Researchers at Baylor College of Medicine and collaborating institutions have uncovered new potential therapeutic targets for cancer and new insights into existing cancer drug targets, expanding the breadth of possibilities for treating this disease. Using a comprehensive approach that included integrating proteomics, genomics and epigenomics data from 10 cancer types, the team identified protein and small protein or peptide targets in cancer tissues and validated many of them experimentally as promising candidates for therapeutic strategies. The study appeared in Cell .

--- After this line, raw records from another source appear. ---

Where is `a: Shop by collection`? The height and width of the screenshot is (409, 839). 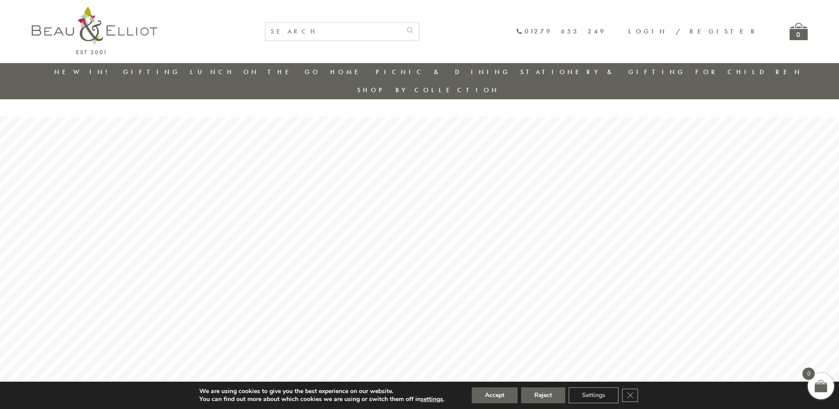
a: Shop by collection is located at coordinates (428, 90).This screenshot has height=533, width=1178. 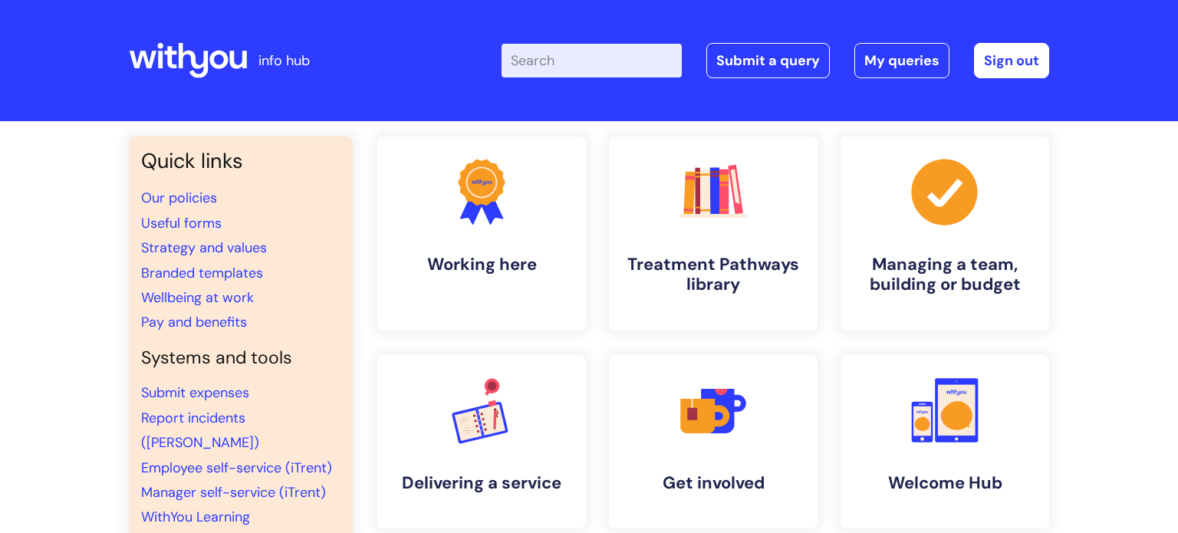 What do you see at coordinates (482, 265) in the screenshot?
I see `h4: Working here` at bounding box center [482, 265].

"Experience has shown that targeted therapies, cancer treatments directed at specific proteins in cancer cells, hold promise for achieving more effective clinical results than traditional radiotherapy and chemotherapy," said co-corresponding author Dr. Bing Zhang, professor of molecular and human genetics and part of the Lester and Sue Smith Breast Center at Baylor. "Although there is progress identifying potential vulnerabilities of specific cancer types, fewer than 200 proteins are targeted by FDA-approved cancer drugs.

In this study we significantly expanded the list of potential therapeutic targets by analyzing data from more than 1,000 tissue samples spanning 10 cancer types." The researchers applied computational tools to integrate proteogenomic data comprising genome-wide information on DNA, RNA and proteins that was generated by the Clinical Proteomic Tumor Analysis Consortium (CPTAC) from prospective.